A Quote by Keith Ellison

Publicly criticizing people, even when I don't have the facts, is not that good of an idea. — © Keith Ellison
Publicly criticizing people, even when I don't have the facts, is not that good of an idea.
When I talk about places like Saudi Arabia or Israel or even now with Venezuela, I'm not criticizing the people. I'm not criticizing their faith. I'm not criticizing their way of life.
I'm not afraid of facts, I welcome facts but a congeries of facts is not equivalent to an idea. This is the essential fallacy of the so-called "scientific" mind. People who mistake facts for ideas are incomplete thinkers; they are gossips.
We realize that by criticizing Jewish fundamentalism we are criticizing a part of the past that we love. We wish that members of every human grouping would criticize their own past, even before criticizing others.
[The scientist] believes passionately in facts, in measured facts. He believes there are no bad facts, that all facts are good facts, though they may be facts about bad things, and his intellectual satisfaction can come only from the acquisition of accurately known facts, from their organization into a body of knowledge, in which the inter-relationship of the measured facts is the dominant consideration.
I'm totally fine with people criticizing me in shows... people like this show, or don't; you're entitled to your opinion. But when people are criticizing you as a person, I have to say it's a little bit different.
Criticizing lawyers for lawsuits is like criticizing linebackers for knocking people down.
Facts are simple and facts are straight. Facts are lazy and facts are late. Facts all come with points of view. Facts don't do what I want them to. Facts just twist the truth around. Facts are living turned inside out.
If you're criticizing Israel, but you're doing it in a way that implies that the Jewish people in America have a dual loyalty, that's anti-Semitism. It's more than just criticizing Israeli policy.
Facts are neutral until human beings add their own meaning to those facts. People make their decisions based on what the facts mean to them, not on the facts themselves. The meaning they add to facts depends on their current story … facts are not terribly useful to influencing others. People don’t need new facts—they need a new story.
Facts from paper are not the same as facts from people. The reliability of the people giving you the facts is as important as the facts themselves.
I want to avoid sounding like I'm criticizing because I don't have all the facts in front of me yet. And I am trying to be a unifier.
There are two things that have to happen before an idea catches on. One is that the idea should be good. The other is that it should fit in with the temper of the age. If it does not, even a good idea may well be passed by.
It might be a good idea if the various countries of the world would occasionally swap history books, just to see what other people are doing with the same set of facts.
I have people criticizing me every day - even on my own website - so when you have people that are constantly bringing you down, it's not that hard to stay grounded.
People don't ask for facts in making up their minds. They would rather have one good, soul - satisfying emotion than a dozen facts.
A good autobiography is like a document: a mirror of the age on which people can 'depend.' In a novel, by contrast, it's not the facts that matter, but precisely what you add to the facts.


> _WHAT IS NEEDED_
From first line to last, give the records again word for word and omit the pictures.
Top of EXTRACTED RECORDS
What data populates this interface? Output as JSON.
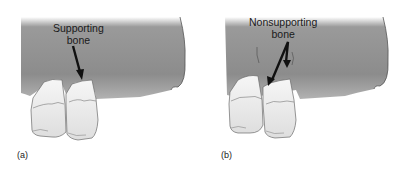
{
  "figure": {
    "panels": [
      {
        "id": "a",
        "label": "(a)",
        "callout_line1": "Supporting",
        "callout_line2": "bone",
        "arrow_count": 1
      },
      {
        "id": "b",
        "label": "(b)",
        "callout_line1": "Nonsupporting",
        "callout_line2": "bone",
        "arrow_count": 2
      }
    ],
    "colors": {
      "bone_top": "#8a8a8a",
      "bone_bottom": "#b9b9b9",
      "bone_edge": "#5a5a5a",
      "tooth_fill": "#ececec",
      "tooth_shadow": "#cfcfcf",
      "tooth_outline": "#6a6a6a",
      "arrow": "#111111",
      "background": "#ffffff"
    }
  }
}
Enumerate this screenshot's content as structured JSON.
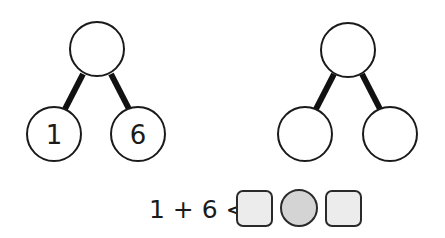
{
  "part_whole_models": [
    {
      "whole": "",
      "parts": [
        "1",
        "6"
      ]
    },
    {
      "whole": "",
      "parts": [
        "",
        ""
      ]
    }
  ],
  "equation": {
    "expression": "1 + 6 <",
    "answer_slots": [
      {
        "shape": "square",
        "value": ""
      },
      {
        "shape": "circle",
        "value": ""
      },
      {
        "shape": "square",
        "value": ""
      }
    ]
  },
  "colors": {
    "square_fill": "#ececec",
    "circle_fill": "#d4d4d4",
    "stroke": "#1a1a1a"
  }
}
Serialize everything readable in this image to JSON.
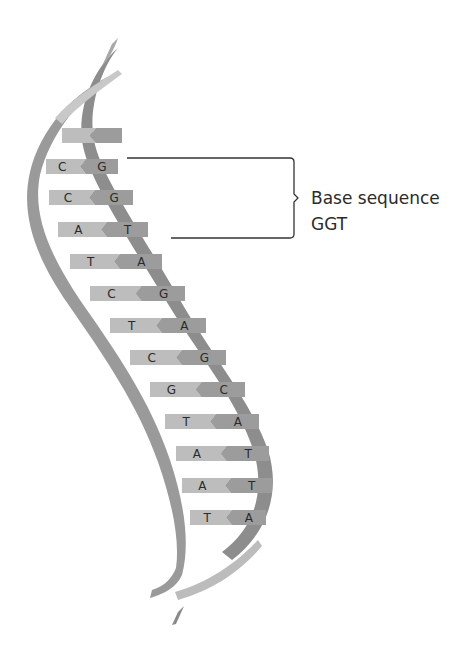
{
  "diagram": {
    "label": {
      "line1": "Base sequence",
      "line2": "GGT"
    },
    "colors": {
      "strand_back": "#8a8a8a",
      "strand_front": "#9a9a9a",
      "strand_light": "#c4c4c4",
      "base_light": "#bdbdbd",
      "base_dark": "#9c9c9c",
      "bracket": "#333333",
      "text": "#2b2b2b"
    },
    "rungs": [
      {
        "left": "",
        "right": "",
        "x": 62,
        "y": 128,
        "w": 60
      },
      {
        "left": "C",
        "right": "G",
        "x": 46,
        "y": 159,
        "w": 72
      },
      {
        "left": "C",
        "right": "G",
        "x": 49,
        "y": 190,
        "w": 84
      },
      {
        "left": "A",
        "right": "T",
        "x": 58,
        "y": 222,
        "w": 90
      },
      {
        "left": "T",
        "right": "A",
        "x": 70,
        "y": 254,
        "w": 92
      },
      {
        "left": "C",
        "right": "G",
        "x": 90,
        "y": 286,
        "w": 95
      },
      {
        "left": "T",
        "right": "A",
        "x": 110,
        "y": 318,
        "w": 96
      },
      {
        "left": "C",
        "right": "G",
        "x": 130,
        "y": 350,
        "w": 96
      },
      {
        "left": "G",
        "right": "C",
        "x": 150,
        "y": 382,
        "w": 95
      },
      {
        "left": "T",
        "right": "A",
        "x": 165,
        "y": 414,
        "w": 94
      },
      {
        "left": "A",
        "right": "T",
        "x": 176,
        "y": 446,
        "w": 93
      },
      {
        "left": "A",
        "right": "T",
        "x": 182,
        "y": 478,
        "w": 90
      },
      {
        "left": "T",
        "right": "A",
        "x": 190,
        "y": 510,
        "w": 76
      }
    ]
  }
}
Bottom of EXTRACTED RECORDS
> _TASK OUTPUT_
What data populates this interface? Output as JSON.
{
  "figure": {
    "panels": [
      {
        "id": "a",
        "label": "(a)",
        "callout_line1": "Supporting",
        "callout_line2": "bone",
        "arrow_count": 1
      },
      {
        "id": "b",
        "label": "(b)",
        "callout_line1": "Nonsupporting",
        "callout_line2": "bone",
        "arrow_count": 2
      }
    ],
    "colors": {
      "bone_top": "#8a8a8a",
      "bone_bottom": "#b9b9b9",
      "bone_edge": "#5a5a5a",
      "tooth_fill": "#ececec",
      "tooth_shadow": "#cfcfcf",
      "tooth_outline": "#6a6a6a",
      "arrow": "#111111",
      "background": "#ffffff"
    }
  }
}
Enumerate this screenshot's content as structured JSON.
{
  "part_whole_models": [
    {
      "whole": "",
      "parts": [
        "1",
        "6"
      ]
    },
    {
      "whole": "",
      "parts": [
        "",
        ""
      ]
    }
  ],
  "equation": {
    "expression": "1 + 6 <",
    "answer_slots": [
      {
        "shape": "square",
        "value": ""
      },
      {
        "shape": "circle",
        "value": ""
      },
      {
        "shape": "square",
        "value": ""
      }
    ]
  },
  "colors": {
    "square_fill": "#ececec",
    "circle_fill": "#d4d4d4",
    "stroke": "#1a1a1a"
  }
}
Serialize everything readable in this image to JSON.
{
  "diagram": {
    "label": {
      "line1": "Base sequence",
      "line2": "GGT"
    },
    "colors": {
      "strand_back": "#8a8a8a",
      "strand_front": "#9a9a9a",
      "strand_light": "#c4c4c4",
      "base_light": "#bdbdbd",
      "base_dark": "#9c9c9c",
      "bracket": "#333333",
      "text": "#2b2b2b"
    },
    "rungs": [
      {
        "left": "",
        "right": "",
        "x": 62,
        "y": 128,
        "w": 60
      },
      {
        "left": "C",
        "right": "G",
        "x": 46,
        "y": 159,
        "w": 72
      },
      {
        "left": "C",
        "right": "G",
        "x": 49,
        "y": 190,
        "w": 84
      },
      {
        "left": "A",
        "right": "T",
        "x": 58,
        "y": 222,
        "w": 90
      },
      {
        "left": "T",
        "right": "A",
        "x": 70,
        "y": 254,
        "w": 92
      },
      {
        "left": "C",
        "right": "G",
        "x": 90,
        "y": 286,
        "w": 95
      },
      {
        "left": "T",
        "right": "A",
        "x": 110,
        "y": 318,
        "w": 96
      },
      {
        "left": "C",
        "right": "G",
        "x": 130,
        "y": 350,
        "w": 96
      },
      {
        "left": "G",
        "right": "C",
        "x": 150,
        "y": 382,
        "w": 95
      },
      {
        "left": "T",
        "right": "A",
        "x": 165,
        "y": 414,
        "w": 94
      },
      {
        "left": "A",
        "right": "T",
        "x": 176,
        "y": 446,
        "w": 93
      },
      {
        "left": "A",
        "right": "T",
        "x": 182,
        "y": 478,
        "w": 90
      },
      {
        "left": "T",
        "right": "A",
        "x": 190,
        "y": 510,
        "w": 76
      }
    ]
  }
}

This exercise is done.